Thalassic “pertaining to seas or oceans, growing or found in the sea” is a relatively rare technical term used in oceanography, usually applied to bodies of salt water such as gulfs or bays that are smaller than oceans. The adjective comes ultimately from the Greek noun thálassa, thálatta “sea, the sea, the Mediterranean Sea.” Thálassa has no reliable etymology but is from the same pre-Greek language that gave Greek an alternative form to thálassa, thálatta, namely, dalánkha, recorded only once, in a dictionary of the 5th century a.d.
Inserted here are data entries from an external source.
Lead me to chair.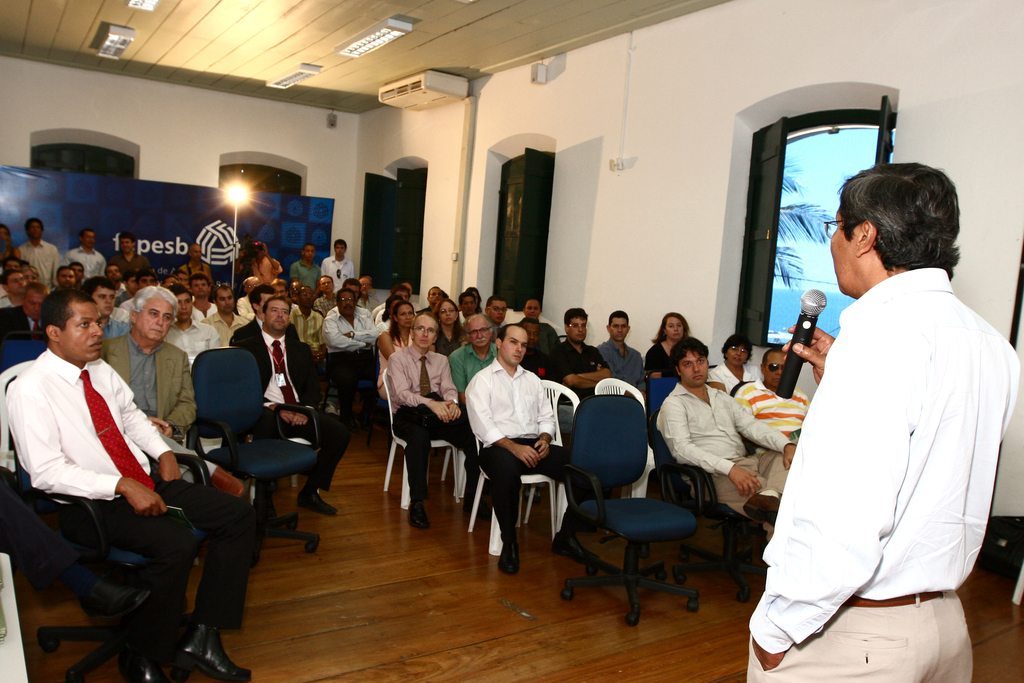
Lead to [649, 407, 767, 601].
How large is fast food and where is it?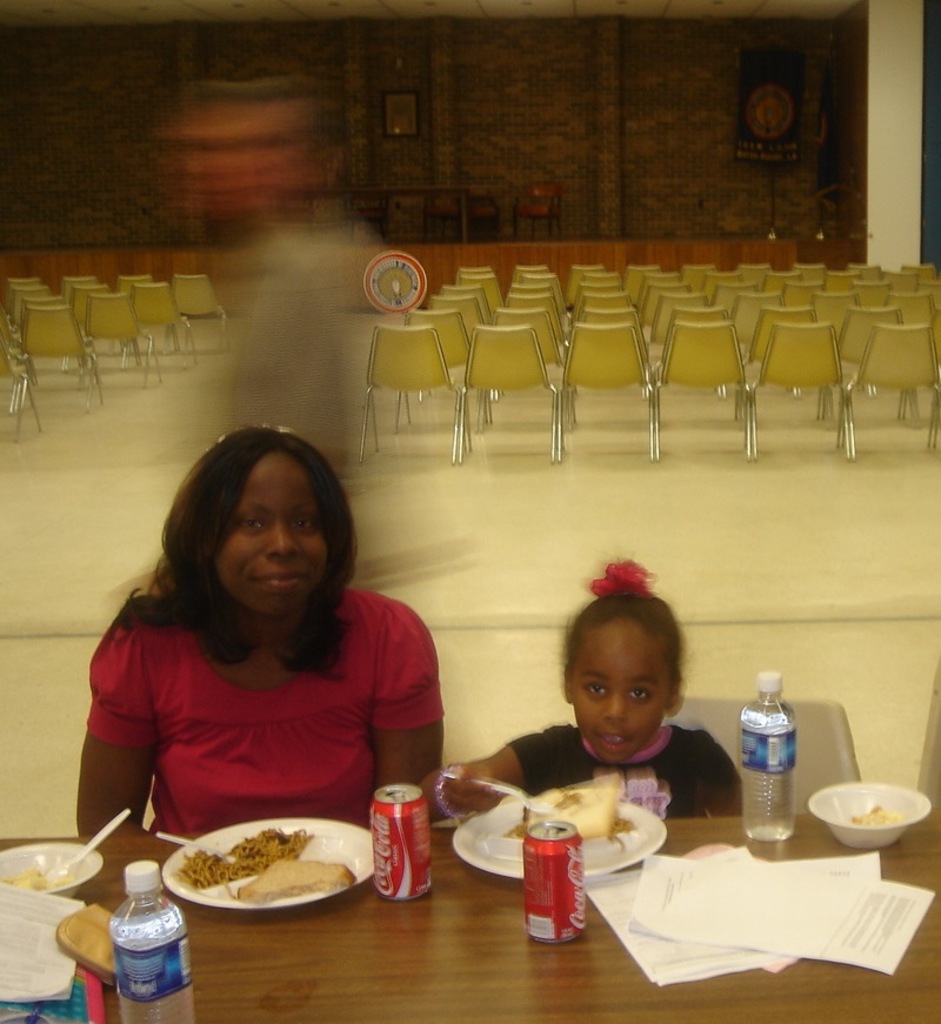
Bounding box: box=[850, 807, 907, 830].
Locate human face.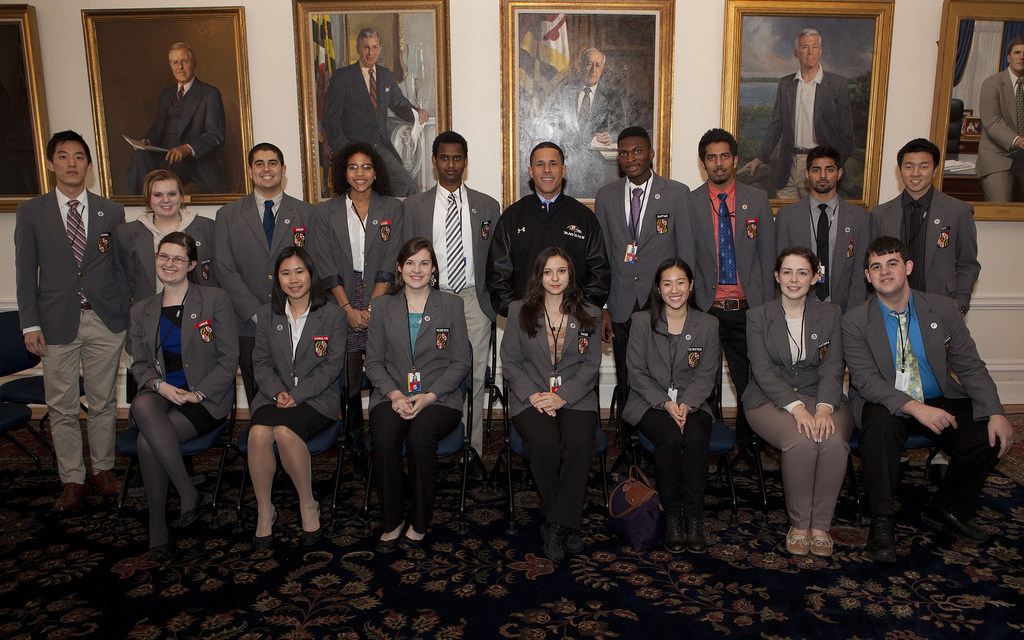
Bounding box: 359/38/379/63.
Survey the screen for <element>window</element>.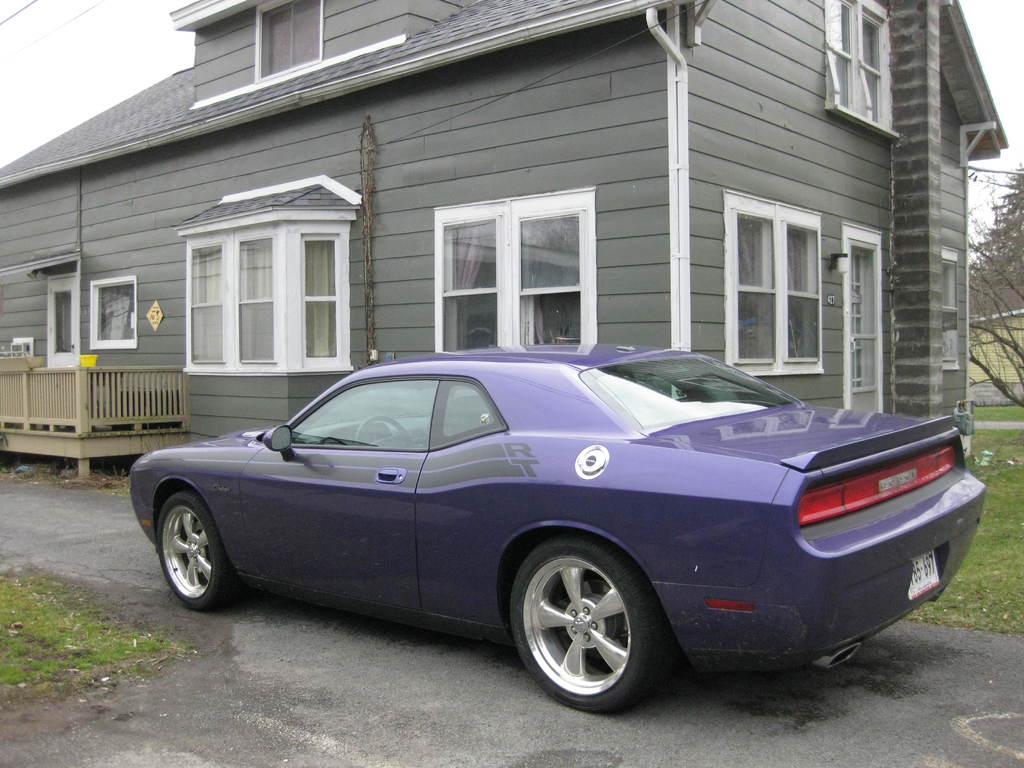
Survey found: Rect(179, 221, 351, 373).
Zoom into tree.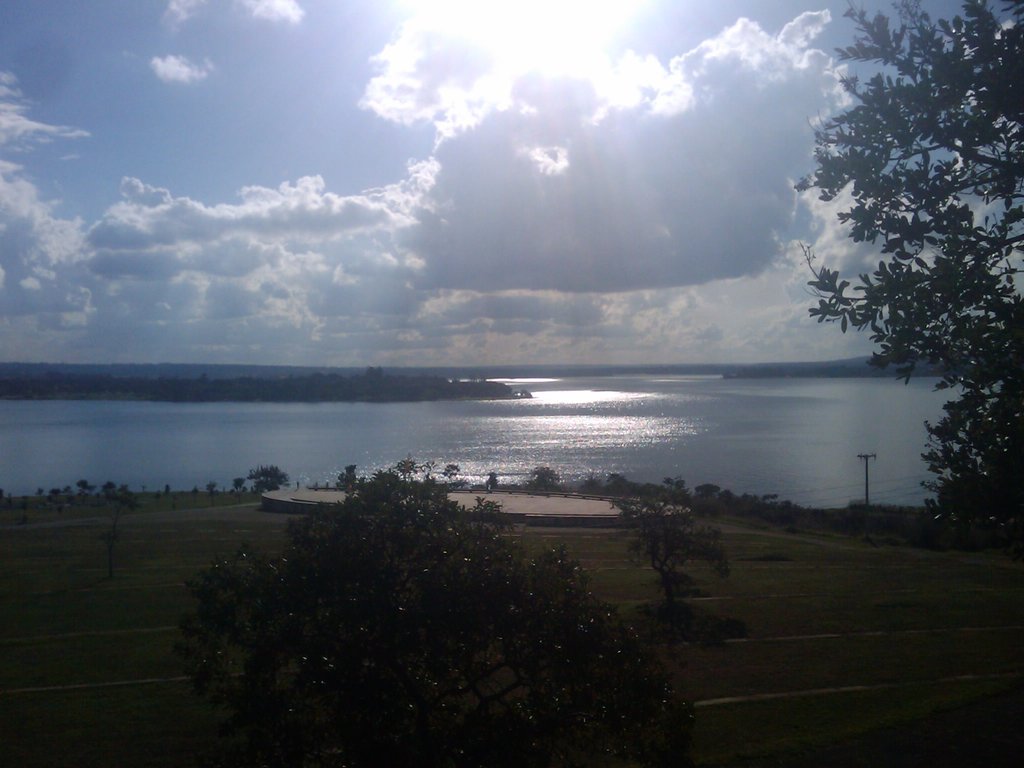
Zoom target: 179:457:689:767.
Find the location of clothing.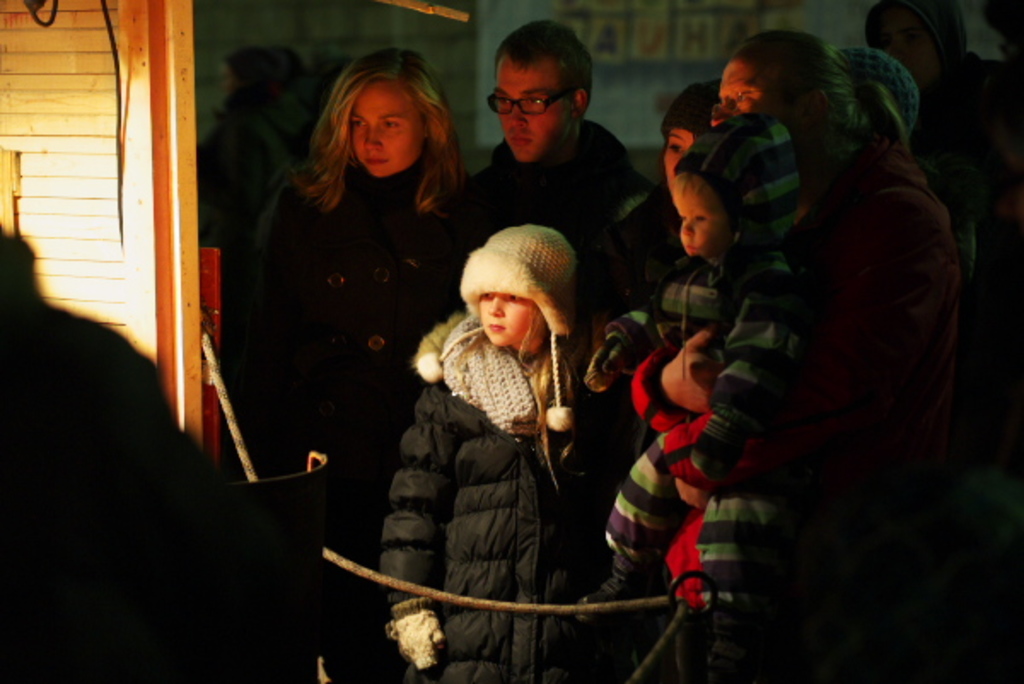
Location: locate(375, 314, 640, 682).
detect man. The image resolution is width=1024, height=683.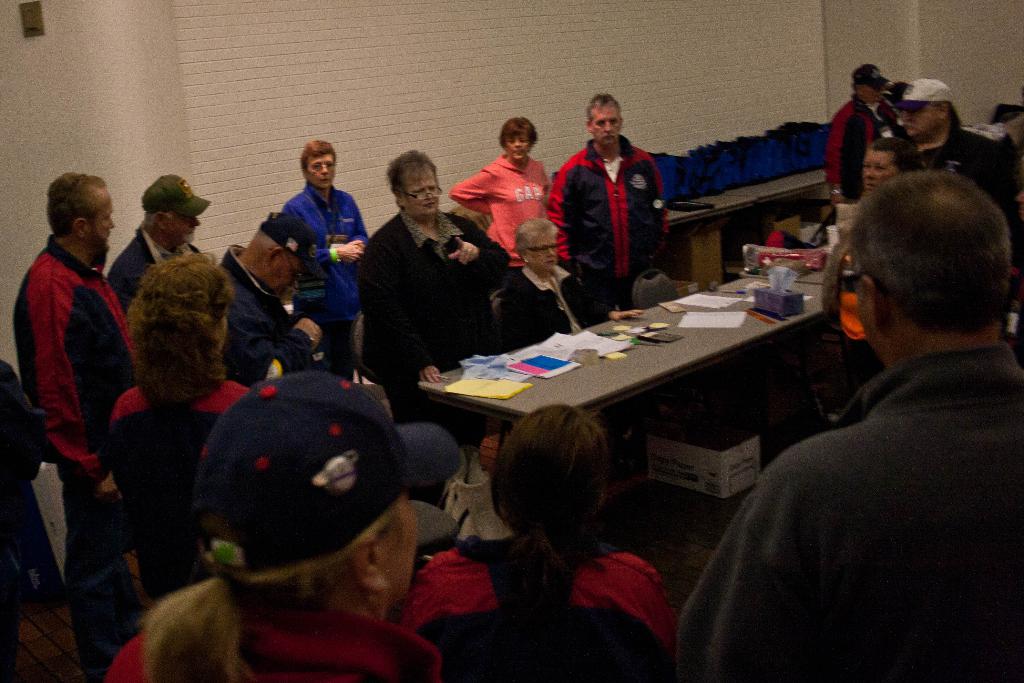
region(673, 166, 1023, 682).
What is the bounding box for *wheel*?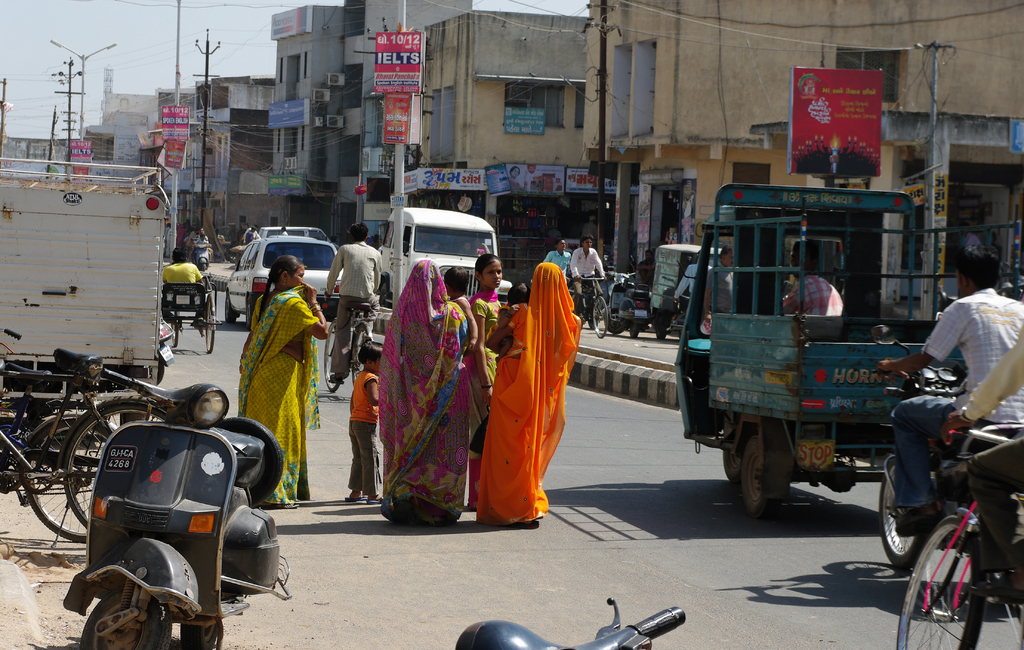
(902, 519, 993, 649).
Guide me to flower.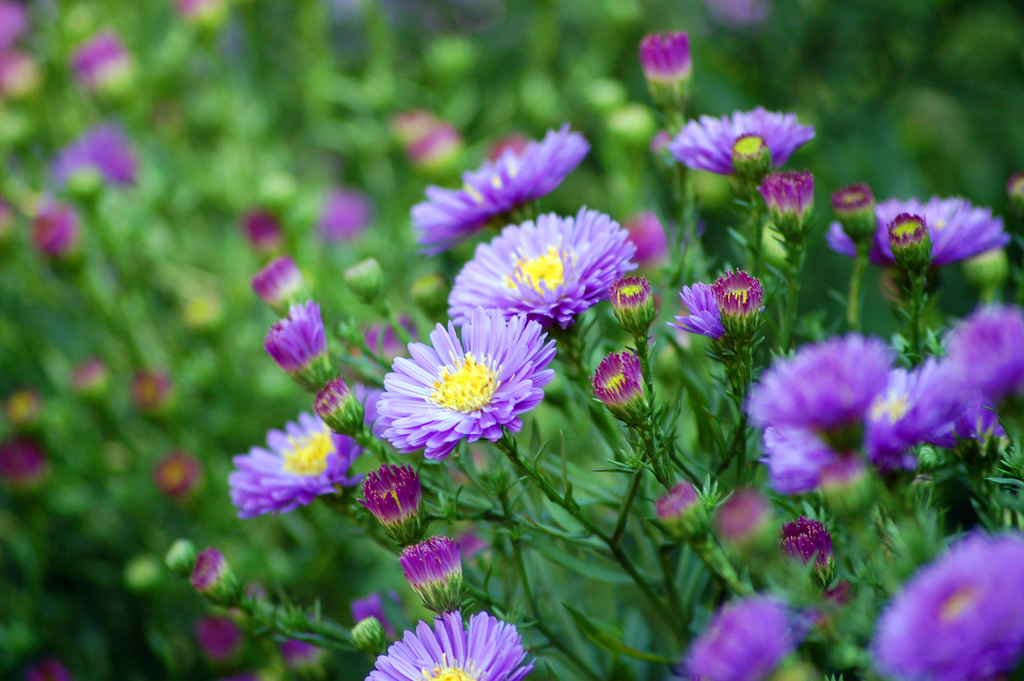
Guidance: [left=863, top=529, right=1023, bottom=680].
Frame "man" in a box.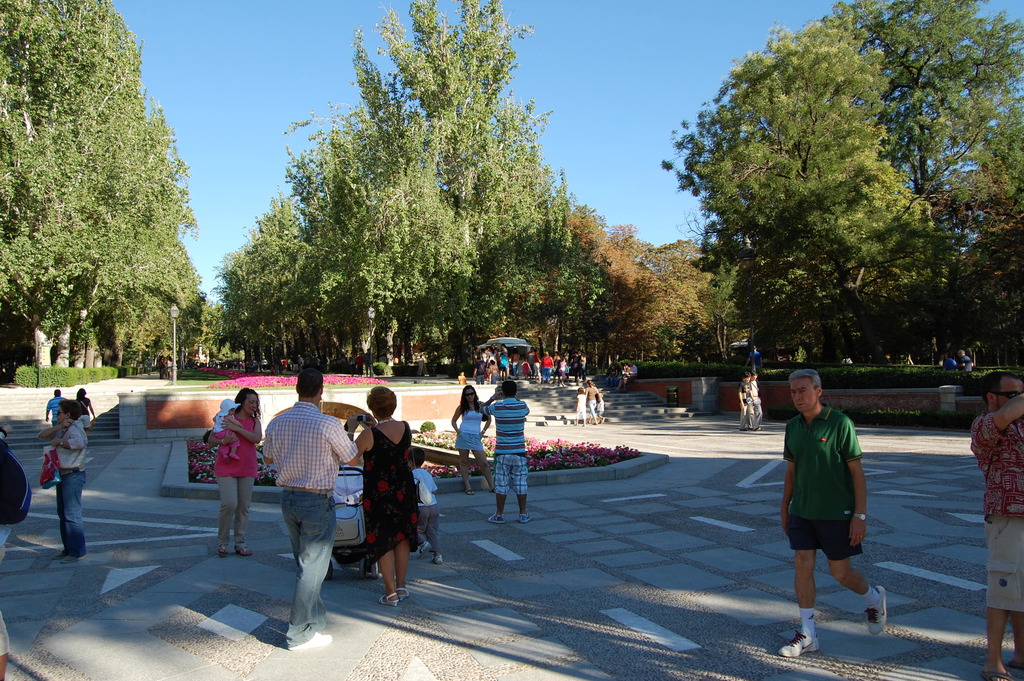
[left=476, top=381, right=536, bottom=521].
Early in “Telemachus,” the first chapter of Ulysses, the irrepressible Malachi “Buck” Mulligan tries to convert a sullen Stephen Dedalus from Catholicism to Hellenism: “Ah, Dedalus, the Greeks…. You must read them in the original. Thalatta! Thalatta!” But Buck’s Hellenism is as shallow as everything else about him: he would have seen thalatta thalatta in his second or third semester of high school Greek in Book 4, Chapter 7 of the Anabasis of Xenophon, whose works were much read as school texts because of the simplicity of his style. The word thalassic entered English in the mid-18th century.

how is thalassic used?

I, recalling the crimson chamber in his castle, speculated upon his living arrangements in thalassic caverns I could scarcely conceive.

Gene Wolfe, The Urth of the New Sun, 1987

He was sure something would come from the deeps to attack the fleet. There were old thalassic Instrumentalities uglier than any revenants stirring ashore.